OECD LEI's Show Severe And Worsening Downturn
Summary
The plunge in the US, Japan and European LEIs is quite characteristic of recession as the chart on top demonstrates. However, the severity of the declines is unusual. In the past 40-Years only the 1973-75 downturn produced larger [...]
The plunge in the US, Japan and European LEIs is quite
characteristic of recession as the chart on top demonstrates. However,
the severity of the declines is unusual. In the past 40-Years only the
1973-75 downturn produced larger declines for the US. Japan’s decline
is already steeper than its 1973-75 recession drop; Europe’s is about
the same and the US drop is not (yet?) as severe.
However the OECD framework shows that the declines across most
regions are accelerating. Across 6-mo intervals all the main groups are
declining increasingly rapidly over each of the last two six month
segments (bottom panel of table). Separate progressive growth rates
(top panel of table) show that that over three months the growth rate
in Europe has showed some recovery compared to its performance over six
months. But that ‘improvement’ is not by much.
The chart below shows that the OECD and US Conference Board
indices (LEIs) have different views of the US situation. In past deep
downturns the Conference Board index fell by more. In this episode- -
at least at this point of the downturn – the OECD index is showing a
substantially sharper US decline and one that is accelerating instead
of moderating as in the US treatment from the Conference Board Index.
On balance the OECD signal for the US is much worse than from
the US own LEI that has actually stated to turn up (less down) in
January. More topical data from Europe for February suggests that
conditions there continue to weaken. The LEI signal is not infallible
and may not always give the most prescient look ahead. But it is only
one index- a single number- and only so much can be expected from it.
History is quite kind to the LEI gauge as the frame work has a very
good and consistent cyclical signal. For the moment the message is
quite clear that the OECD is not signaling that the worst is over. It
is signaling that we are still in the middle of a difficult and severe
downturn- quite severe by the standards of the past 40 years – and that
continued vigilance is recommended. It’s a very good thing that the ECB
joined the BOE in rate cuts this past week. Clearly the cut was needed.

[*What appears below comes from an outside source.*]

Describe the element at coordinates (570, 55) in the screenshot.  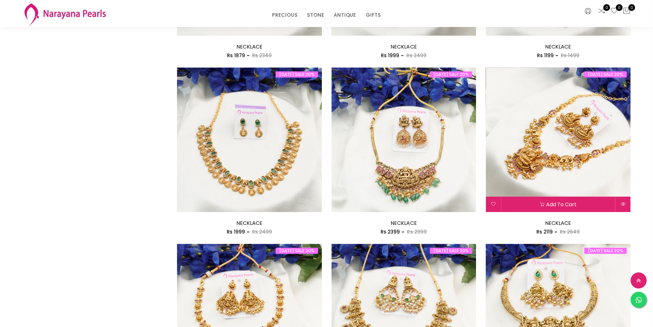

As for the US discrepancy in the LEI signals that obviously
bears some watching.
OECD Trend-restored leading Indicators | ||||
---|---|---|---|---|
Growth progression-SAAR | ||||
3Mos | 6Mos | 12mos | Yr-Ago | |
OECD | -12.8% | -9.9% | -5.6% | 1.3% |
OECD7 | -14.7% | -11.3% | -6.6% | 0.7% |
OECD. Eur | -11.3% | -9.5% | -6.0% | 1.4% |
OECD. Japan | -14.1% | -9.9% | -4.0% | -1.9% |
OECD US | -17.4% | -12.8% | -7.6% | 1.2% |
Six month readings at 6-Mo Intervals: | ||||
Recent six | 6Mo Ago | 12Mo Ago | 18MO Ago | |
OECD | -9.9% | -1.1% | -0.3% | 3.0% |
OECD7 | -11.3% | -1.6% | -1.1% | 2.5% |
OECD. Eur | -9.5% | -2.2% | 0.5% | 2.3% |
OECD. Japan | -9.9% | 2.2% | -2.6% | -1.2% |
OECD US | -12.8% | -2.1% | -1.4% | 3.8% |
Slowdowns indicated by BOLD RED |
Robert Brusca
AuthorMore in Author Profile »Robert A. Brusca is Chief Economist of Fact and Opinion Economics, a consulting firm he founded in Manhattan. He has been an economist on Wall Street for over 25 years. He has visited central banking and large institutional clients in over 30 countries in his career as an economist. Mr. Brusca was a Divisional Research Chief at the Federal Reserve Bank of NY (Chief of the International Financial markets Division), a Fed Watcher at Irving Trust and Chief Economist at Nikko Securities International. He is widely quoted and appears in various media. Mr. Brusca holds an MA and Ph.D. in economics from Michigan State University and a BA in Economics from the University of Michigan. His research pursues his strong interests in non aligned policy economics as well as international economics. FAO Economics’ research targets investors to assist them in making better investment decisions in stocks, bonds and in a variety of international assets. The company does not manage money and has no conflicts in giving economic advice.